“The book of collateral damage” by Sinan Antoon

This article is also available in: Italiano

“The book of collateral damage” is a truly unique book of its kind and able to make us experience the same sensations experienced 20 years ago by the Iraqi people at home and beyond; a sort of “Iraqi memory”

The book of collateral damage

Namir, a young Iraqi scholar who received his doctorate from Harvard, is hired by filmmakers to document the devastation of the 2003 invasion of Iraq. During an excursion to Baghdad, Namir ventures to al-Mutanabbi Street, famous for his bookstores, where he meets Wadud, an eccentric book dealer who is trying to catalog everything destroyed by the war: from objects, buildings, books and manuscripts, flora and fauna to human beings. Namir remains obsessed with Wadud’s archive and, looking back on his life in New York, discovers how deeply it is intertwined with the fragments of his land’s past and present. Almost an “exercise in landscape”, stylistically ambitious, between the wreckage of war and the power of memory.

A one of a kind book

“The book of collateral damage” is a truly unique book of its kind, capable of capturing the reader’s attention with a brilliant incipit which then, over the course of the pages, seems to transform itself, acquiring the features of a personal reflection on Iraq and the sufferings endured by those who are generated from this territory, not only human beings, but also animals, things and even concepts. In fact, if initially it seems a particular but quite “classic” story, with the progress of the novel the pain, dreams and nightmares that populate the minds not only of the two protagonists, but of all this immense territory begin to make their way.

The Book of Collateral Damage

Alongside Namir’s memories we will in fact be able to find Wadud’s ravings and many nameless and faceless phrases that seem to recall mystical echoes that seem to come from the Iraqi land itself and from its lifeblood which, although wounded, continues to breathe, albeit very with difficulty. Precisely because of these multiple dimensions of both style and thought, it is really complicated to define “The archive of collateral damage”, which is a book different from all the others and can be placed side by side, so as to become a sort of real memory Iraqi, not very dissimilar from what Wadud himself collects in the novel.

Memory for and of Iraq

Personally I have to admit that I’m quite ignorant about recent Iraqi history, but this book just goes to shake the thoughts and memories of its readers, trying to make us experience what millions of people feel and have felt in the darkest moments of this country. Namir’s memoirs counterbalance the thoughts of Baghad, providing us with both the vision of those who experienced all these events firsthand and those of those who, as in the case of the narrator, heard them told by those who, with their army, brought death and destruction to these lands.

The Book of Collateral Damage

A truly well-written text which, by specific decision of the author himself, chooses to be at times chaotic, almost incomprehensible, just like the memories of those times are in the minds of many Iraqis, a subtle stifled scream that makes its way into the mind of the reader. A unique book, a sort of literary experiment that I’m sure will be appreciated by anyone who wants to experience the same sensations experienced by the Iraqi people, even more than stories.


== INSTRUCTIONS FOR THE TASK ==
Could you write out the whole listing exactly as it appears?

== DATASET EXCERPTS ==
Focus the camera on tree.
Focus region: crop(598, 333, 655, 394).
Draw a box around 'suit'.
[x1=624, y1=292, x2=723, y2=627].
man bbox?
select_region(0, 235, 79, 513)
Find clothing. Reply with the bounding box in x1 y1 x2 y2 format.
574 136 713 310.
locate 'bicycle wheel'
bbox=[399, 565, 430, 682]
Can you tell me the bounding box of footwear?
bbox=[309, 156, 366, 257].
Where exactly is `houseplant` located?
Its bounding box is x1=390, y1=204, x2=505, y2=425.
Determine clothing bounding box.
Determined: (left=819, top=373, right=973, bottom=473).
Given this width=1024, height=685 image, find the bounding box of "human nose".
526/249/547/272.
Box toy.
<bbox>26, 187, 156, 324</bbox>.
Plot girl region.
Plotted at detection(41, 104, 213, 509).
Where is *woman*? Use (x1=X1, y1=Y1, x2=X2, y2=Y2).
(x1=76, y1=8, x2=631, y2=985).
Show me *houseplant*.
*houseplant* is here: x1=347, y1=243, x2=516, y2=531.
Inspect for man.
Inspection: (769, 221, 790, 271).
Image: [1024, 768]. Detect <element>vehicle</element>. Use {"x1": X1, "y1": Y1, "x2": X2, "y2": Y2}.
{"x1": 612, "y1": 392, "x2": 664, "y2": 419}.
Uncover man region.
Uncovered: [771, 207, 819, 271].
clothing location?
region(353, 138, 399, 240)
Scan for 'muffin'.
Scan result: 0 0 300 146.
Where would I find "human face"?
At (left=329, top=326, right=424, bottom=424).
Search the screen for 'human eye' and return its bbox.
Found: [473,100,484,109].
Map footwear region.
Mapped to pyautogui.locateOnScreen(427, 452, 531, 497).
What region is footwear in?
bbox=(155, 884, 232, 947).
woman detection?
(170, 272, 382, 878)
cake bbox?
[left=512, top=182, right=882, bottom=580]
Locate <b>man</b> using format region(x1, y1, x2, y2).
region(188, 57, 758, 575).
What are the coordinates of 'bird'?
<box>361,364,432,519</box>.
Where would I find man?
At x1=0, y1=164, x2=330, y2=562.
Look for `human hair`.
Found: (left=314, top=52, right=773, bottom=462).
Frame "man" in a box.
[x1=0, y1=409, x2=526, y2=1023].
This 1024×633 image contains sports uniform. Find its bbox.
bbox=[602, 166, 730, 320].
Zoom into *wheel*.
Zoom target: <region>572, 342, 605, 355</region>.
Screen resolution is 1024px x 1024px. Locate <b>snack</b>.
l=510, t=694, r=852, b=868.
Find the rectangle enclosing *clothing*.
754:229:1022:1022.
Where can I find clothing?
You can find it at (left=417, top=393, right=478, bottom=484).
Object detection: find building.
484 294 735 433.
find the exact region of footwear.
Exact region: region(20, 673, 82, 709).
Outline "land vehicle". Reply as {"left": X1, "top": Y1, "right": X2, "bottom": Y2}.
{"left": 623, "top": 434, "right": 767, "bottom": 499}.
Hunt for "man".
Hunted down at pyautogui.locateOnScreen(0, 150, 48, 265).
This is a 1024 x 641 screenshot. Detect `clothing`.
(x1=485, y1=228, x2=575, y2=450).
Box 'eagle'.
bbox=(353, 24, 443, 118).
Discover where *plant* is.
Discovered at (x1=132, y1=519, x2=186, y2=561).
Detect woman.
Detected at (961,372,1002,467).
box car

== SOLUTION FOR THIS PROBLEM ==
Focus the camera on tree.
Focus region: crop(598, 333, 655, 394).
Draw a box around 'suit'.
[x1=624, y1=292, x2=723, y2=627].
man bbox?
select_region(0, 235, 79, 513)
Find clothing. Reply with the bounding box in x1 y1 x2 y2 format.
574 136 713 310.
locate 'bicycle wheel'
bbox=[399, 565, 430, 682]
Can you tell me the bounding box of footwear?
bbox=[309, 156, 366, 257].
Where exactly is `houseplant` located?
Its bounding box is x1=390, y1=204, x2=505, y2=425.
Determine clothing bounding box.
Determined: (left=819, top=373, right=973, bottom=473).
Given this width=1024, height=685 image, find the bounding box of "human nose".
526/249/547/272.
Box toy.
<bbox>26, 187, 156, 324</bbox>.
Plot girl region.
Plotted at detection(41, 104, 213, 509).
Where is *woman*? Use (x1=X1, y1=Y1, x2=X2, y2=Y2).
(x1=76, y1=8, x2=631, y2=985).
Show me *houseplant*.
*houseplant* is here: x1=347, y1=243, x2=516, y2=531.
Inspect for man.
Inspection: (769, 221, 790, 271).
Image: [1024, 768]. Detect <element>vehicle</element>. Use {"x1": X1, "y1": Y1, "x2": X2, "y2": Y2}.
{"x1": 612, "y1": 392, "x2": 664, "y2": 419}.
Uncover man region.
Uncovered: [771, 207, 819, 271].
clothing location?
region(353, 138, 399, 240)
Scan for 'muffin'.
Scan result: 0 0 300 146.
Where would I find "human face"?
At (left=329, top=326, right=424, bottom=424).
Search the screen for 'human eye' and return its bbox.
Found: [473,100,484,109].
Map footwear region.
Mapped to pyautogui.locateOnScreen(427, 452, 531, 497).
What region is footwear in?
bbox=(155, 884, 232, 947).
woman detection?
(170, 272, 382, 878)
cake bbox?
[left=512, top=182, right=882, bottom=580]
Locate <b>man</b> using format region(x1, y1, x2, y2).
region(188, 57, 758, 575).
What are the coordinates of 'bird'?
<box>361,364,432,519</box>.
Where would I find man?
At x1=0, y1=164, x2=330, y2=562.
Look for `human hair`.
Found: (left=314, top=52, right=773, bottom=462).
Frame "man" in a box.
[x1=0, y1=409, x2=526, y2=1023].
This 1024×633 image contains sports uniform. Find its bbox.
bbox=[602, 166, 730, 320].
Zoom into *wheel*.
Zoom target: <region>572, 342, 605, 355</region>.
Screen resolution is 1024px x 1024px. Locate <b>snack</b>.
l=510, t=694, r=852, b=868.
Find the rectangle enclosing *clothing*.
754:229:1022:1022.
Where can I find clothing?
You can find it at (left=417, top=393, right=478, bottom=484).
Object detection: find building.
484 294 735 433.
find the exact region of footwear.
Exact region: region(20, 673, 82, 709).
Outline "land vehicle". Reply as {"left": X1, "top": Y1, "right": X2, "bottom": Y2}.
{"left": 623, "top": 434, "right": 767, "bottom": 499}.
Hunt for "man".
Hunted down at pyautogui.locateOnScreen(0, 150, 48, 265).
This is a 1024 x 641 screenshot. Detect `clothing`.
(x1=485, y1=228, x2=575, y2=450).
Box 'eagle'.
bbox=(353, 24, 443, 118).
Discover where *plant* is.
Discovered at (x1=132, y1=519, x2=186, y2=561).
Detect woman.
Detected at (961,372,1002,467).
box car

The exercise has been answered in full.